June 21, 2024 | Alumni
Still singing after all these years, Bob Burrows’ barbershop quartet finds new life in digital form
By Adam Elliott Segal
Bob Burrows in front of Burwash Hall, Victoria College. Photo by Diana Tyszko.
It had been more than half a century since the walls of Emmanuel College echoed with the smooth bass of Bob Burrows’ (BA 1956, MDiv 1959) voice, but last month his dulcet tones graced the halls once again.
The 89-year-old minister earned his bachelor of arts in 1956 from Victoria College and a master of divinity from Emmanuel College in 1959, but he has especially fond memories of the latter. From a chair outside the registrar's office on a recent campus visit, the retired minister is greeted with hugs from principal Hyeran Kim-Cragg and other staff who recognize him.
“I spent half an hour going through this building, looking at the pictures on the wall,” says Burrows. “I finally found our graduating class,” which consisted of 32 students in 1959.
Burrows points to the lecture hall just off the foyer where members of the barbershop quartet, The Four Collars, had their a-ha moment.
Ron Evans, lead singer in the quartet, had been sick for two weeks. His replacement, Howard Mills, possessed some vocal chops himself.
"We were in the lecture hall having our daily rehearsal,” recalls Burrows. “Ron came in and said, ‘The blend is fantastic. Howie, you’ve got to stay.’”
Evans, “more musical than any of us,” became their number one supporter after the gesture to drop out of the group. The Four Collars — Howard Mills, Hugh McKervill, Norm Thomas and Burrows — sang at events across the University of Toronto campus and church services in the Toronto area.
“Once we started, we couldn’t stop. We were almost addicted to singing,” says Burrows, who admits the quartet even skipped a lecture or two to practice.
The dedication paid off when they beat quartets from across the country at the Canadian Inter-University Barbershop Quartet Competition in 1958 in front of 800 people at Hart House.
They recorded 12 songs later that year, a mix of spirituals such as “Steal Away” and “Holy Ghost” alongside barbershop staples like “Coney Island Babe.” Only 150 vinyl records were pressed; few survived the test of time. But Burrows is nothing if not resourceful.
He plucked one of the few remaining records from the frame on the wall in his Vancouver home and booked an appointment at a library in North Vancouver that can digitize vinyl; the librarian is an amateur DJ with a weekly radio show back in his native Scotland.
“He took out all the six-to-eight second gaps,” says Burrows.
The album has been given new life on Soundcloud.
Emmanuel College is also where Burrows met his wife, Joan.
“We had our first date at the cafe across the street,” says Burrows, pointing to what is now Ned’s Cafe on Charles Street.
Following their marriage, they embarked on a year of study and teaching in St. Andrews, Scotland – Burrows loves golf and has been to the famous St. Andrews course several times for The Open since. The next year, he and Joan drove across Canada in a Volkswagen. They landed on BC’s west coast where Burrows served as minister and captain of a United Church mission boat. He then earned his pilot’s license and from Alert Bay, with a Cessna 170 float plane, served dozens of isolated communities on northern Vancouver Island and mainland inlets.
Burrows moved his family to Vancouver in 1966 where, along with Anglican and Roman Catholic colleagues, the Dugout Drop-In Centre was established to provide a daytime haven for downtown-east side men and women experiencing multiple challenges. He served as a minister at congregations across the Lower Mainland and wrote two books about the history of the United Church Mission Hospitals in western Canada and the story of First United Church in Vancouver’s downtown-eastside.
Despite living on the west coast, he never forgot his ties to the University of Toronto. He received an Honorary Doctor of Divinity in 2001 from Victoria College and in 2012 a similar honour from the Vancouver School of Theology at the University of British Columbia.
The bonds of friendship that formed through the barbershop quartet have grown stronger over time. When Mills died in 1993, Evans, in a full circle moment, rejoined the group 35 years after he reluctantly left, and they performed regularly at reunions in the years that followed.
The remaining Four Collars live in Halifax, Hamilton, Minden, Ontario and Vancouver, and while their crooning days are behind them, they keep in touch via email and telephone.
“For 68 years I’ve thought that what Ron did, leaving the group, was the most generous thing," says Burrows. "By thinking of other people, he changed our lives.”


WHAT IS EXPECTED
The lines to return are those below that contain the word "mapping".

***** AVAILABLE DATA *****

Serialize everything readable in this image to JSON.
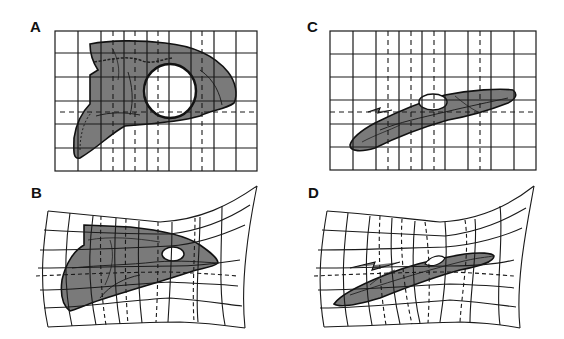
{
  "figure": {
    "colors": {
      "grid_line": "#1a1a1a",
      "skull_fill": "#7a7a7a",
      "skull_outline": "#111111",
      "background": "#ffffff",
      "fenestra": "#ffffff"
    },
    "panels": [
      {
        "id": "A",
        "label": "A",
        "description": "Skull on regular rectangular grid (lateral view, short deep skull)",
        "grid": "regular",
        "columns": 10,
        "rows": 7
      },
      {
        "id": "B",
        "label": "B",
        "description": "Deformed grid mapping skull A onto elongated shape",
        "grid": "warped"
      },
      {
        "id": "C",
        "label": "C",
        "description": "Elongated low skull on regular rectangular grid",
        "grid": "regular",
        "columns": 10,
        "rows": 7
      },
      {
        "id": "D",
        "label": "D",
        "description": "Deformed grid mapping skull C to elongated shape",
        "grid": "warped"
      }
    ]
  }
}
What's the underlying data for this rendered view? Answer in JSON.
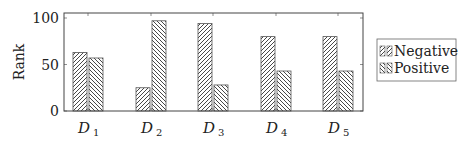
{
  "chart_data": {
    "type": "bar",
    "title": "",
    "xlabel": "",
    "ylabel": "Rank",
    "ylim": [
      0,
      100
    ],
    "yticks": [
      0,
      50,
      100
    ],
    "categories": [
      "D1",
      "D2",
      "D3",
      "D4",
      "D5"
    ],
    "category_labels": [
      {
        "base": "D",
        "sub": "1"
      },
      {
        "base": "D",
        "sub": "2"
      },
      {
        "base": "D",
        "sub": "3"
      },
      {
        "base": "D",
        "sub": "4"
      },
      {
        "base": "D",
        "sub": "5"
      }
    ],
    "series": [
      {
        "name": "Negative",
        "values": [
          63,
          25,
          94,
          80,
          80
        ],
        "pattern": "hatch-northeast"
      },
      {
        "name": "Positive",
        "values": [
          57,
          97,
          28,
          43,
          43
        ],
        "pattern": "hatch-northwest"
      }
    ],
    "grid": false,
    "legend_position": "right"
  },
  "colors": {
    "axis": "#444444",
    "hatch": "#333333"
  }
}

*****

ANSWER TO THIS PROBLEM
        "description": "Deformed grid mapping skull A onto elongated shape",
        "description": "Deformed grid mapping skull C to elongated shape",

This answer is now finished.